Theming At Scale: A Case Study of Folwell at University of Minnesota

Session Category Theming, Design, & Usability Room Room B/C Audience All Attendees Speaker(s) Dimitri Tadege Kieran Kohlhase ALINA RIMBU

In 2017, the University of Minnesota began an ambitious project to initiate an evolving design system made up of modular components that can be combined in numerous ways to make creative and consistent University websites. A collaborative effort across departments led by University Relations, the Folwell theme is now in use across hundreds of University of Minnesota Drupal websites and continues its evolution.  

This presentation will review the history of this effort, the evolution of Folwell over time, and will include a demo of some components and sites. We will walk through the development process from feature request to production release. Finally, we will discuss some of the challenges we’ve encountered, and provide a sneak peek into plans for Folwell 2.0.

Scaling Community Conversations and Decisions

Session Category Community Room Room A Audience All Attendees Speaker(s) Benjamin Melançon

How can a group of thousands of people talk about and decide anything?  How's this 'community' concept supposed to work at scale, even in theory?

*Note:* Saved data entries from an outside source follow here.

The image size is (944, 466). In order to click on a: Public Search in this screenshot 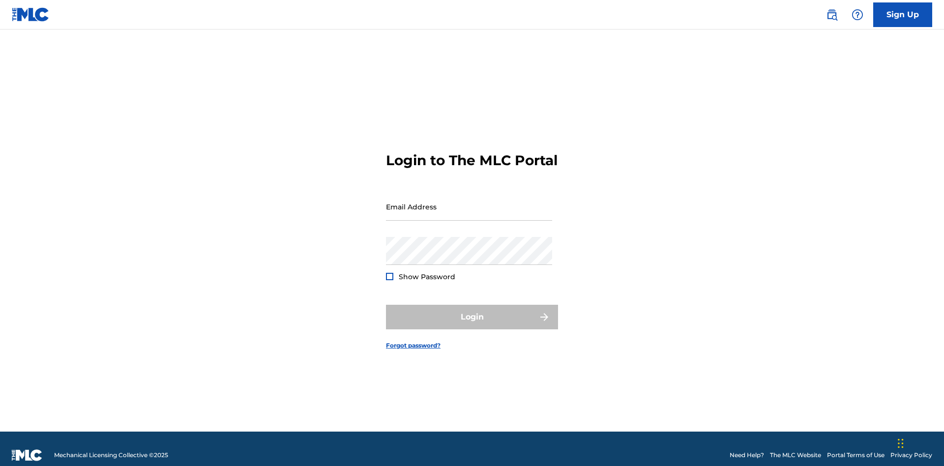, I will do `click(832, 15)`.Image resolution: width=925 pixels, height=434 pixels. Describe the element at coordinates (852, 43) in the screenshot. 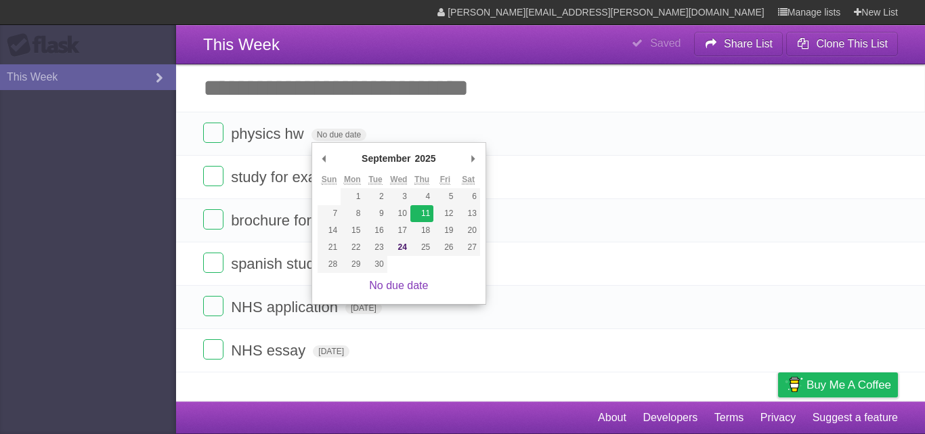

I see `b: Clone This List` at that location.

Any Free/Libre Open Source Software project will have elements of do-ocracy (rule of those who do the work), but not all decisions should devolve to implementors.  A better ideal is that decisions should be made by the people who are most affected.

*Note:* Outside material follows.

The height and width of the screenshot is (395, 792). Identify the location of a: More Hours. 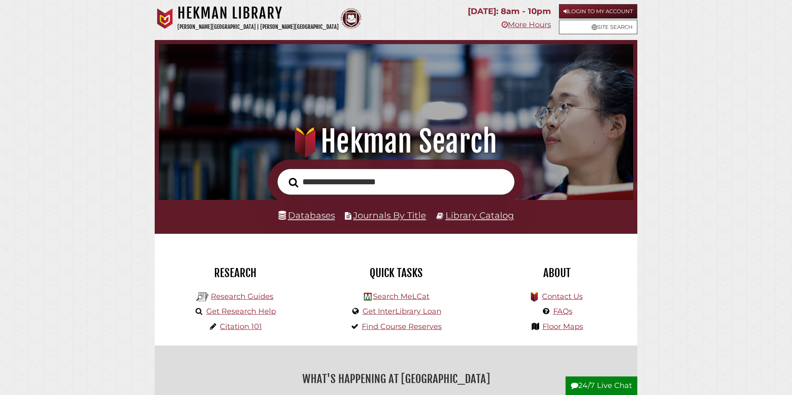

Particularly when a decision strongly impacts more than those who carry it out, we need better ways of making decisions that give everyone their say.  This starts by letting people by heard by everyone else.  Fortunately, we can scale conversations and decisions in a fair and truly democratic way.

  • Learn why meritocracy ("rule of those with merit") is a bogus and harmful concept.
  • Gain a passing familiarity with various ways decisions are or have been made in Drupal and other projects.
  • Add sociocracy and sortition to your vocabulary and understand how these esoteric concepts can help our community scale.
  • Get introduced to (and give feedback on) Visions Unite, non-Drupal free software for mass communication mediated by the participants.

The most important things we have to do need to be done together.  And our work together is most powerful when we make decisions about it together.

This session is for people working on developing large communities about Drupal, with Drupal, or otherwise— or existing in society.


3:00 pm to 4:00 pm


4:00 pm to 5:00 pm

Happy Hour

Room West Wing

Gather in the West Wing for some social time to end the day. We'll be providing appetizers and a cash bar, open to all attendees! 

Contributions (Thu)

Room Room B/C

Why contribute?

The more that people contribute, the stronger Drupal becomes. The more polished and refined the project is, the more job security we all have.

Why sprint?

It’s an excellent opportunity to connect with other contributors, help collaborate and brainstorm, and move the Drupal project forward. Contributing is a fantastic way to receive feedback and build skills while learning from those more experienced.

Not a coder or new to tech?

That’s great! It’s your turn to shine.

Not everyone who works on Drupal is a developer: Project Managers, Customer Service, and those who hold non-technical roles can all give back to the community. Code is important, but so are all the other parts.

We got you covered!

There will be mentors available for those who need a little help to get started.

We will make sure you stay caffeinated, fed, and hydrated.

Quiet Room

Room Room A

Take a break, relax, catch your breath!